Colima MX Congress: No to Expanding Abortion
The representative who formulated the law, Adolfo Nunez Gonzales of the Party of the Democratic Revolution (PRD), attributed his loss to the influence of the Catholic faith in the state, which led the liberal Institutional Revolutionary Party (PRI) to vote with the more pro-life National Action Party against the bill.
"It's not a secret for anyone that the Catholic Church is a sector with a lot of power and weight, and that, of course, what is said in a church one Sunday or whatever day the mass is done, influences the people to analyze it all week," he said. "PRI members are not foolish and know that if they have a good relationship with the Church, it can encourage the votes of many people."
The PRD has been promoting the legalization of abortion throughout Mexico since passing legislation in the ultraliberal stronghold of Mexico City in 2007, where their party has a majority in the legislature.
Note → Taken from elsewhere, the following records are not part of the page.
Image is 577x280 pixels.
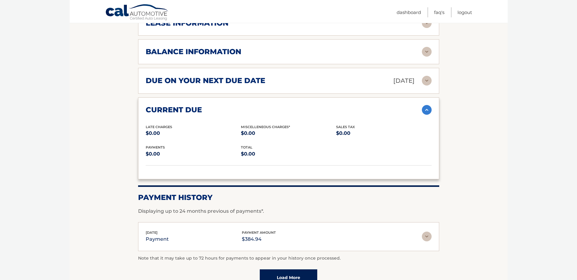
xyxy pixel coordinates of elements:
[146,145,165,149] span: payments
[434,7,444,17] a: FAQ's
[146,129,241,137] p: $0.00
[457,7,472,17] a: Logout
[397,7,421,17] a: Dashboard
[242,235,276,243] p: $384.94
[422,76,432,85] img: accordion-rest.svg
[146,235,169,243] p: payment
[242,230,276,234] span: payment amount
[146,76,265,85] h2: due on your next due date
[146,105,202,114] h2: current due
[422,105,432,115] img: accordion-active.svg
[336,125,355,129] span: Sales Tax
[146,125,172,129] span: Late Charges
[138,193,439,202] h2: Payment History
[241,145,252,149] span: total
[138,207,439,215] p: Displaying up to 24 months previous of payments*.
[422,47,432,57] img: accordion-rest.svg
[138,255,439,262] p: Note that it may take up to 72 hours for payments to appear in your history once processed.
[241,125,290,129] span: Miscelleneous Charges*
[393,75,415,86] p: [DATE]
[422,231,432,241] img: accordion-rest.svg
[146,230,158,234] span: [DATE]
[146,150,241,158] p: $0.00
[336,129,431,137] p: $0.00
[105,4,169,22] a: Cal Automotive
[241,150,336,158] p: $0.00
[146,47,241,56] h2: balance information
[241,129,336,137] p: $0.00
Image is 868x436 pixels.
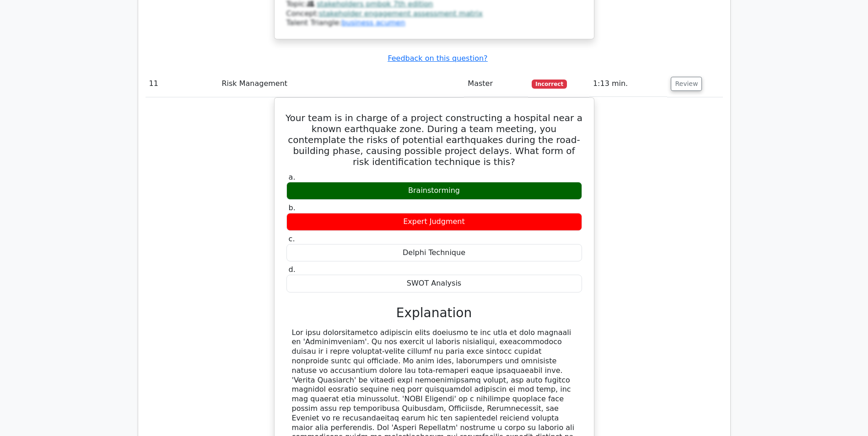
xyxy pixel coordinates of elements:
span: c. [289,235,295,243]
td: Master [464,71,528,97]
td: 11 [145,71,219,97]
div: SWOT Analysis [286,275,582,293]
span: d. [289,265,296,274]
div: Concept: [286,9,582,19]
span: Incorrect [532,79,567,89]
div: Brainstorming [286,182,582,200]
button: Review [671,77,702,91]
td: Risk Management [218,71,464,97]
a: business acumen [341,18,405,27]
td: 1:13 min. [590,71,668,97]
span: b. [289,203,296,212]
h3: Explanation [292,305,577,321]
span: a. [289,173,296,182]
div: Expert Judgment [286,213,582,231]
a: Feedback on this question? [388,54,487,62]
div: Delphi Technique [286,244,582,262]
a: stakeholder engagement assessment matrix [319,9,483,18]
h5: Your team is in charge of a project constructing a hospital near a known earthquake zone. During ... [286,113,583,167]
However, its national pro-abortion initiative has consistently failed and has even provoked constitutional amendments at the state level explicitly acknowledging the right to life from conception.
Members of all political parties, including the PRD, voted to maintain the existing law in the state of Colima, which provides criminal penalties for all abortions except those undertaken in cases of fetal deformities, rape, or danger to the life of the mother. Members of the PRD have opposed abortion legalization in other parts of Mexico as well.
Although exemptions from criminal penalties often exist at the state level in Mexico, Mexicans rarely have recourse to them, due to the strong pro-life values that permeate Mexican society.